OCALA, Florida (CelebrityAccess) — Country music singer and songwriter Mel Tillis died on Sunday morning at the Munroe Regional Medical Center in Ocala, Florida due to respiratory failure. He was 85.
Tillis battled intestinal issues since early 2016 and never fully recovered, a note from his publicist Don Murry Grubbs said in announcing Tillis’s passing.
Tillis underwent colon surgery in January 2016 after a serious bout of diverticulitis and contracted an infection that left him in intensive care for more than a month.
Tillis had a career in country music that spanned more than 6 decades and produced 35 Top Ten singles, six #1 hits (“I Ain’t Never,” “Coca-Cola Cowboy,” “Southern Rains,” “Good Woman Blues,” “Heart Healer,” and “I Believe In You”) and fans around the world.
Known for his affable personality, stuttering speech, and resonant baritone, Tillis easily straddled both traditional country and the Nashville sound that predominated the format during the height of his career in the 1970s.
A native of Florida, Tillis learned the drums and guitar at an early age and after briefly attending the University of Florida, he dropped out for a stint in the U.S. Air Force, where he formed his first band while stationed in Okinawa.
After returning to the US, Tillis made his way into professional songwriting, scoring early hits with “I’m Tired” (1957) and “Tupelo County Jail” (1958) for Webb Pierce, but made the transition to recording artist and performer with the help of Grand Ole Opry legend Minnie Pearl, who encouraged Tillis to perform some of his music.
“She’d get me off to one side and say, ‘Melvin, you’re gonna at least have to announce your songs, and then thank the folks,’” Mr.
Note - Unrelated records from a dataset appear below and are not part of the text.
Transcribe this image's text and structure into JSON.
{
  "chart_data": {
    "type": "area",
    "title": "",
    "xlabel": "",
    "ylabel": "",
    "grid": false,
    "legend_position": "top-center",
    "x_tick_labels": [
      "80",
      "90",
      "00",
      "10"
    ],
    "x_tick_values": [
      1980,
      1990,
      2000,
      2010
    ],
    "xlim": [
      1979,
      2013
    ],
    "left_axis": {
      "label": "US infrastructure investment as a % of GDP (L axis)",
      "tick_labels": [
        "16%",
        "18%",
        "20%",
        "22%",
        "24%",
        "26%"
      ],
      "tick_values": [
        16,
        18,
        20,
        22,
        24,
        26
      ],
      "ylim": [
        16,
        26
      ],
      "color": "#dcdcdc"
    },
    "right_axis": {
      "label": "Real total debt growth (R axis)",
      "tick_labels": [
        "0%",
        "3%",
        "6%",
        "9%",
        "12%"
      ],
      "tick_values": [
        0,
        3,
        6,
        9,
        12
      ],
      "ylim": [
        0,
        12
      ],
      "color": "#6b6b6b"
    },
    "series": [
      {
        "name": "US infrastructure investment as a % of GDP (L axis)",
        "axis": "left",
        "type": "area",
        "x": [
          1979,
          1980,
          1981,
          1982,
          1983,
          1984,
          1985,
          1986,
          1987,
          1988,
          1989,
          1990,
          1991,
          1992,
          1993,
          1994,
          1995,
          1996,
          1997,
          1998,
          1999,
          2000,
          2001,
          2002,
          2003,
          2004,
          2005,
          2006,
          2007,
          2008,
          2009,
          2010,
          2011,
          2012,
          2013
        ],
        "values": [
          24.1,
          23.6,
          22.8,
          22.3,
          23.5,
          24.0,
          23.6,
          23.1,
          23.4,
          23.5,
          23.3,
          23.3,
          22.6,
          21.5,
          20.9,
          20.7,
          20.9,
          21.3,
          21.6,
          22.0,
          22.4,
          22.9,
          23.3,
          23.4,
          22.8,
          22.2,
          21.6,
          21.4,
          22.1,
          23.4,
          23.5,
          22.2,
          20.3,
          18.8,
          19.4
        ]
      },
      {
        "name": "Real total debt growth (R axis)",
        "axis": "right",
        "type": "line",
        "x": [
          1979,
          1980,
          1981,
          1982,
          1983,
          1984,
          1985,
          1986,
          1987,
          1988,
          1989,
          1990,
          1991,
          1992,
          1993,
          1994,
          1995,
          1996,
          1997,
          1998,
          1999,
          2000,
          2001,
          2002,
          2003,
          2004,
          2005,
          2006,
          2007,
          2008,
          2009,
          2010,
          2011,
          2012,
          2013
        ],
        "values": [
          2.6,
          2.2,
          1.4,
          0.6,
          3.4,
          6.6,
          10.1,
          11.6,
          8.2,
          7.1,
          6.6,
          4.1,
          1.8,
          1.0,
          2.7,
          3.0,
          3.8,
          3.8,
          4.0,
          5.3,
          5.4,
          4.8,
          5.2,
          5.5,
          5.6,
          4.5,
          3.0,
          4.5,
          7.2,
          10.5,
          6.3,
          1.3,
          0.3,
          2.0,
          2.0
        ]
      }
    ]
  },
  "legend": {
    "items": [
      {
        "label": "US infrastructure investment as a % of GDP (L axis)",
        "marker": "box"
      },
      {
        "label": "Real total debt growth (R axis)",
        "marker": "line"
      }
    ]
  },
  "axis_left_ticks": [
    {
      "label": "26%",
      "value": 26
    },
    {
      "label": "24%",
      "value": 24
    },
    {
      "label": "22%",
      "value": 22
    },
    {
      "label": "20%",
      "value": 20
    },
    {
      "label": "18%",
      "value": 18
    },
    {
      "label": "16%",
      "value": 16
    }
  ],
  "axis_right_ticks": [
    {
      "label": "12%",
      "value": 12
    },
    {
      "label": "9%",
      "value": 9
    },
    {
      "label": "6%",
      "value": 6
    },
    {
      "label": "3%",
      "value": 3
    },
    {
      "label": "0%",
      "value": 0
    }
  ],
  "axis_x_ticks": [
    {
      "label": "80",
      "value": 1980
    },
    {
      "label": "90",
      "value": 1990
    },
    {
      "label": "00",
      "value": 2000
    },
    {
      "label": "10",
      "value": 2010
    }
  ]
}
Tillis said in a 2002 interview with the International Songwriters Association.
“I was so bashful and scared,” Tillis added, “and she said, ‘If they laugh they’ll be laughing with you, not against you.’ And I began to tell anecdotes that had happened to me, and people would laugh. And I began to like that, you know.”
Tillis went on to record more than 60 albums and scoring almost 30 top ten country hits in the 1970s alone.
Tillis was also a canny businessman and invested in a number of successful business ventures, including song publishing, a farm that raises cattle, and tobacco, and a branded theater in Branson, Missouri.
Tillis was a member of the Country Music Hall of Fame; a member of the Grand Ole Opry, a recipient of the National Medal of Arts; and was named as Tillis Songwriter of the Decade for two decades by Broadcast Music Inc. (BMI).
The Country Music Hall of Famer leaves behind six children (Pam Tillis, Connie Tillis, Cindy Shorey, Sonny Tillis, Carrie April Tillis, and Hannah Puryear), six grandchildren, a great-grandson, a sister (Linda Crosby) and brother (Richard Tillis), the mother of five of his children (Doris Tillis), his longtime partner (Kathy DeMonaco), and many lifelong friends and fans around the world.
The Tillis family will soon release more information regarding funeral services in Florida and Nashville.